University Education

There are 44 universities (not counting the Open University) in Britain. Although the Goverment is responsible for providing about 80 per cent of universities income it does not control their work or teaching nor does it have direct dealings with the universities. The grants are distributed by the Secretary of State for Education and Science.

The English universities are : Aston (Birmingham), Bath, Birmingham, Bradford Bristol, Brunel (London), Cambridge, City (London), Durham, East Anglia, Essex, Exeter, Hull, Keele, Kent at Centerbury, Lancaster, Leeds, Leicester, Liverpool, London, Manchester, Newcastle upon Tyne, Nottingham, Oxford, Reading, Saford, Sheffield, Southhampton, Surrey, Sussex, Warwick and York. The federated University of Wales includes five university colleges, the Welsh National School of Medicine, and the University of Wales Institute of Science and Technology. The Scottish universities are : Aberdeen, Dundee, Edinburgh, Belfast, Glasgow, Heriot-Watt (Edinburgh),

St. Andrews, Stirling, and Strathclyde (Glasgow).In Northen Ireland there is Queen»s University, Belfast, and the New University of Ulster in Coleraine.

The Universities of Oxford and Cambridge date from the twelfth and thirteenth centuries and the Scottish Universities of St. Andrews, Glasgow, Aberdeen and Edinburgh from the fifteenth and sixteenth centuries. All the other universities were founded in the nineteenth or twentieth centuries.

There are five other institutions where the work is of university standard : the University of Manchester Institute of Science and Technology ; the two post — graduate business school which are supported jointly by industry and the Government — the Manchester Business School and the London Graduate School of Business Studies, associated with the London School of Economics and the Imperial College of Science and Technology ; Cranfield Institute of Technology for mainly post — graduate work in aeronautics and other subjects ; and the Royal College of Art.

Cambridge.

My coming to Cambridge has been an unusual experience. From whatever country

one comes as a student one cannot escape the influence of the Cambridge traditions — and they go back so far! Here, perhaps, more than anywhere else, I have felt at one and the same time the Past, the Present and even the Future. It’s easy to see both how the past has moulded the present and how the present is giving shape to the future. So let me tell you a little of what this University town looks like and how it came to be here at all. The story of the University begins, so far as I know, in 1209 when several hundred students and scholars arrived in the little town of Cambridge after having walked 60 miles from Oxford. As was the custom then, they had joined themselves into a «Universitas» of Society — the word «University», like the word «College», meant originally a society of people with a common employment ; it was only later it came to be associated with scholarship.

These students were all churchmen and had been studying in Oxford at that city’s well-known schools. It was a hard life at Oxford for there was constant trouble between the townsfolk and the students. Then one day a student accidentally killed a man of the town. The Mayor arrested three other students, who were innocent, and by order of King John (who was quarrelling with the Church and knew that the death of three clergymen would annoy it) they were put to death by hanging. In protest, all the students moved elsewhere, some coming to Cambridge; and so the new University began.

There took place a new quarrel with the townsfolk, for the University was anxious to be independent of the Town, and the Town was equally anxious for authority over the new student population. «Town» and «Gown» battles were frequent.

The boarding-houses and shopkeepers cheated the students, who very soon organized themselves under an elected leader called a Chancellor, and he fixed prices that should be paid. Gradually the University gained control.

Side by side with the fight for freedom from Town rule was another for liberty from Church rule, until by 1500 the University was its own master at last. Of course there were no Colleges in those early days and student life was very different from what it is now. Students were of all ages and came from every — where. Those from the same part of the country tended to group together and these groups called «Nations» still exist, by the way, at some European Univer — sities.

The students were armed; some even banded together to rob the people of the countryside. Gradually, the idea of the College developed and in 1284 Peterhouse the oldest College in Cambridge, was founded.

Life in College was strict ; students were forbidden to play games, to sing (except sacred music), to hunt or fish or even to dance.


= DESCRIPTION OF THE TASK =
Below, find each line holding "will" and state how many there are, using the number alone.

◇ ◇ ◇ ◇ ◇

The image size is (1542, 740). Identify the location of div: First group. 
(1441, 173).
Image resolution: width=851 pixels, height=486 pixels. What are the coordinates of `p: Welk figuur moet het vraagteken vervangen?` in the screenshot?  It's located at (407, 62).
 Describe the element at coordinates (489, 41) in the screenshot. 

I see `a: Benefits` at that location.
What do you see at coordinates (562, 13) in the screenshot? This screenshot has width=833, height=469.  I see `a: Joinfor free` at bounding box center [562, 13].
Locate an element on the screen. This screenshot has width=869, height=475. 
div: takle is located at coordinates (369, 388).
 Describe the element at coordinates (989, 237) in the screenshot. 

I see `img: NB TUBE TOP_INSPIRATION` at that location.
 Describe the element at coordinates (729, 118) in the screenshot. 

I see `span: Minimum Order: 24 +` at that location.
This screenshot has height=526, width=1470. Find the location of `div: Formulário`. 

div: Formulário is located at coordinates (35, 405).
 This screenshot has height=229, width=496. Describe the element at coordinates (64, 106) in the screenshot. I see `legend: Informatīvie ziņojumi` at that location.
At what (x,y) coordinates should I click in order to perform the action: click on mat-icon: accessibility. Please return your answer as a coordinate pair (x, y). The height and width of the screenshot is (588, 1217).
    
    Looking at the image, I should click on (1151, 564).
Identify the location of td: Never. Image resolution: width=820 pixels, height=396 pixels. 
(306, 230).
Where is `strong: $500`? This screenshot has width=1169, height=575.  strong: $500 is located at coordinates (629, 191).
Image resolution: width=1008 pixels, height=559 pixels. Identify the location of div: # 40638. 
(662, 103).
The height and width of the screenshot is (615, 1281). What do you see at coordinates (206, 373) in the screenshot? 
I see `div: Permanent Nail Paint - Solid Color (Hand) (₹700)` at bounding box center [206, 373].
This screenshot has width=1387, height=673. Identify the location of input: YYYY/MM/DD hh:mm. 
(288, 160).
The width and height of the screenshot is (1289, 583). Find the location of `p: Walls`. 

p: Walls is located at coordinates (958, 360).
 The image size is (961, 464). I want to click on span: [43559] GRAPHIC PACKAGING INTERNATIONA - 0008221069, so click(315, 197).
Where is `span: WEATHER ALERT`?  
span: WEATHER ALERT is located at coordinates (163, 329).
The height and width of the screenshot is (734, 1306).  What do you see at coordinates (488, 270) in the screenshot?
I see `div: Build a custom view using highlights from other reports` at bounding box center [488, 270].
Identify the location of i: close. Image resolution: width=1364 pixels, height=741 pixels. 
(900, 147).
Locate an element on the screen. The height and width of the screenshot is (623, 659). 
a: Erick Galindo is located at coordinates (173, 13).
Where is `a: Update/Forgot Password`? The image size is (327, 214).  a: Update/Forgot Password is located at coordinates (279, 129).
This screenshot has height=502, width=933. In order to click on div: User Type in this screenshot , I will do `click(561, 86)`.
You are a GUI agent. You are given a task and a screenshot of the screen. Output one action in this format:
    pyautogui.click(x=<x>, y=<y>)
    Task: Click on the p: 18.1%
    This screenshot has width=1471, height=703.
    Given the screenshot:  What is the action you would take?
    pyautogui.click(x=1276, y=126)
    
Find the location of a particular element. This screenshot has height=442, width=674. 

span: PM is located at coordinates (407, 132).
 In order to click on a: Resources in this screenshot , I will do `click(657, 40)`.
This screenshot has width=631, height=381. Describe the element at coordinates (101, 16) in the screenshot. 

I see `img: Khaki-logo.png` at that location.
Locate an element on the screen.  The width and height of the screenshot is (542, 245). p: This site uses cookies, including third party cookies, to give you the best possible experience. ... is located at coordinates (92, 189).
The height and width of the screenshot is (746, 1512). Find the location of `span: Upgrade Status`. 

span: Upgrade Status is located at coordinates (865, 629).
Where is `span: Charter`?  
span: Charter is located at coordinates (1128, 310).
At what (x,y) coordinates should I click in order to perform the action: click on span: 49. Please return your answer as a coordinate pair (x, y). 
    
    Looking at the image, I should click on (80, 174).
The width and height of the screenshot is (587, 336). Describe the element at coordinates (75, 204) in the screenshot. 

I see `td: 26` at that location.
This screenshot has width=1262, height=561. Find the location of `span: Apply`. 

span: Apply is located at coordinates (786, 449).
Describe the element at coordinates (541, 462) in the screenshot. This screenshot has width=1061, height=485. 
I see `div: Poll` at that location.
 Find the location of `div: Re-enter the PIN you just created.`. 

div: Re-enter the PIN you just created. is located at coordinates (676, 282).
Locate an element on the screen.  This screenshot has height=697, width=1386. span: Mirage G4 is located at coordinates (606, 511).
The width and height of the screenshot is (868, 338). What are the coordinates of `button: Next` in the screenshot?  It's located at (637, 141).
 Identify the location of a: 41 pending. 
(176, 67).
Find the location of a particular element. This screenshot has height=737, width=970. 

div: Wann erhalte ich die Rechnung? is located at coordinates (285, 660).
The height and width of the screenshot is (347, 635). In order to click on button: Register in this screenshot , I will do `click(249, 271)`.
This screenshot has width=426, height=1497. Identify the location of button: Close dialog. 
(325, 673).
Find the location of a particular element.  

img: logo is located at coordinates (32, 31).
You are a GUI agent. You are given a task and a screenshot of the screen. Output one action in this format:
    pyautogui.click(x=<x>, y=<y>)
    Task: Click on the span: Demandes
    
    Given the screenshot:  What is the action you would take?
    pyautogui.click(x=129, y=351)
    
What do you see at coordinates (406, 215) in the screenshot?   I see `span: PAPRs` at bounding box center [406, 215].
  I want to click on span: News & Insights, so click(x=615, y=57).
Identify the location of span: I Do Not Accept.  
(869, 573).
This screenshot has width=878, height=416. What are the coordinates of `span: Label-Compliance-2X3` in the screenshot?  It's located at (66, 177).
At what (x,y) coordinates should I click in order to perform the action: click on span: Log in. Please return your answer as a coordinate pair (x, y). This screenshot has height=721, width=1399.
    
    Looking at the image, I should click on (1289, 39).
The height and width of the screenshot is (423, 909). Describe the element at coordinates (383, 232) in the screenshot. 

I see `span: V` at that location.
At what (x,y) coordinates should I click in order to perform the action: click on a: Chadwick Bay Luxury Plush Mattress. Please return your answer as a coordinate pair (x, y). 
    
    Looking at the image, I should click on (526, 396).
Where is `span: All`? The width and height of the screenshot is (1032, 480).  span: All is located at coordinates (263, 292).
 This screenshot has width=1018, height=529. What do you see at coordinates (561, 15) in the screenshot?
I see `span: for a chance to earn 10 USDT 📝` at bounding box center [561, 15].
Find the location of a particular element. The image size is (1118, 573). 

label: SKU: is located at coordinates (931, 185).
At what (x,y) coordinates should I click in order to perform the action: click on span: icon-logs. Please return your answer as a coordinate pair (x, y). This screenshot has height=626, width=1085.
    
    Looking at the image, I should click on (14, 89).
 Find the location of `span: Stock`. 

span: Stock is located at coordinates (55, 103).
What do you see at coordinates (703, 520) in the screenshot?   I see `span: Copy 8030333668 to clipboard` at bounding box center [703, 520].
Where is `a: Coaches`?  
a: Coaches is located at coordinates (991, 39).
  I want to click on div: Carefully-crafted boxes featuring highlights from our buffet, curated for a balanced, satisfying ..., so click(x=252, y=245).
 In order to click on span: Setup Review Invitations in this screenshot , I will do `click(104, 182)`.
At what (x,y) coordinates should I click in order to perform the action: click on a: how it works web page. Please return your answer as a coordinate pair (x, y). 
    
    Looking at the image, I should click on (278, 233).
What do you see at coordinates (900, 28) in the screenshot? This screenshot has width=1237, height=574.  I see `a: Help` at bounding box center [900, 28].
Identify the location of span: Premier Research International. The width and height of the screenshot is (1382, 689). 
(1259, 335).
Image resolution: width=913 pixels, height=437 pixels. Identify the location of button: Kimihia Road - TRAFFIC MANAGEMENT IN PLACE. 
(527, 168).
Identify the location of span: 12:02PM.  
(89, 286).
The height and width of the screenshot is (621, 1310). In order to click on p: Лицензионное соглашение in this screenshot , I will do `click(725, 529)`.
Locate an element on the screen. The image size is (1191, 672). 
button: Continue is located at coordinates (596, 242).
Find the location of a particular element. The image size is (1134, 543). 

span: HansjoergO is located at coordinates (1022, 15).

◇ ◇ ◇ ◇ ◇

= RESPONSE FOR THIS EXERCISE =
5